| >The popular image of a denial is an insurer overruling a doctor on whether a treatment is needed. That is the exception. Only about 5% of denied in-network claims were turned down because the care was deemed not medically necessary. The rest were administrative, for an excluded service, for a missing referral or prior authorization, or for a reason the insurer never specified. When an insurance company denies a health claim overruling a doctor, it can be necessarily concluded that either: 1. somehow the company knows more about the patient's condition and the doctor is wrong 2. the doctor is defrauding the system and the insurance company caught the doctor cheating 3. the company is defrauding its clients. There is no middle ground honestly, and yet "5% of denied in-network claims were turned down because the care was deemed not medically necessary". This is absolutely crazy and evil. I would expect a few thousand cases annually and probably for million of cases you get denied what you pay for because "we detected your doctor is wrong and we're not paying". >In fact the single largest category, 36% of denials, was an unexplained "other." A system that rejects tens of millions of claims a year and files more than 1/3 of those rejections under no stated reason is hard for an outsider, or a member, to audit. I can't even imagine getting lifesaving care denied because of "other". I didn't know things were so grim in the USA and honestly now I'm kinda surprised that more people are not getting "Luigi'd". |
In this case, two things:
The system decides on the initial denial at most insurers. And when a claims adjuster reviews, the system is presumed to be accurate, and the adjuster has to provide reasoning to overturn the system's denial (this is before the denial has been returned to the provider). It's not "assume the provider was correct", but "we've decided to deny it, give the system reasons why we shouldn't". And that person reviewing it is often an LPN (no shade thrown at LPNs, but they shouldn't be overriding physician decisions, doubly so given an absent history).

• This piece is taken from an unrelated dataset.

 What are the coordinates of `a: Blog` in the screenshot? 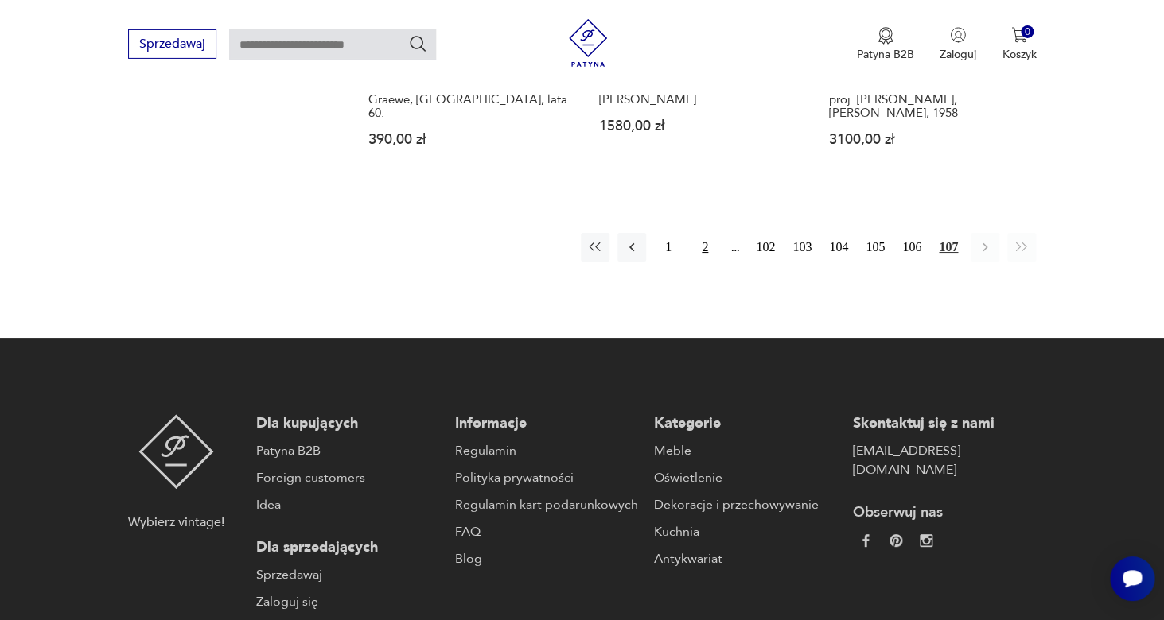 It's located at (546, 559).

How this has affected me personally: I had, for most of my life, a severely deviated septum. I spent most of my life mouth breathing because I could barely pull enough air through my nostrils to make breathing that way not an active effort. I finally went to an ENT who confirmed, sure enough, an approximately ninety per cent deviation. "Great, so lets schedule surgery". ENT: "Slow down. First I have to prescribe you these two nasal sprays so that when you come back in four weeks and report no change, because to both our disappointment, the sprays didn't realign and open up the cartilage in your nose, then I can submit the pre-auth to your insurer and they won't immediately reject it." What a fucking joke.
> "we detected your doctor is wrong"
It's not even that your doctor is wrong, it's "our nurses/expert systems disagree with your doctor so we're not paying".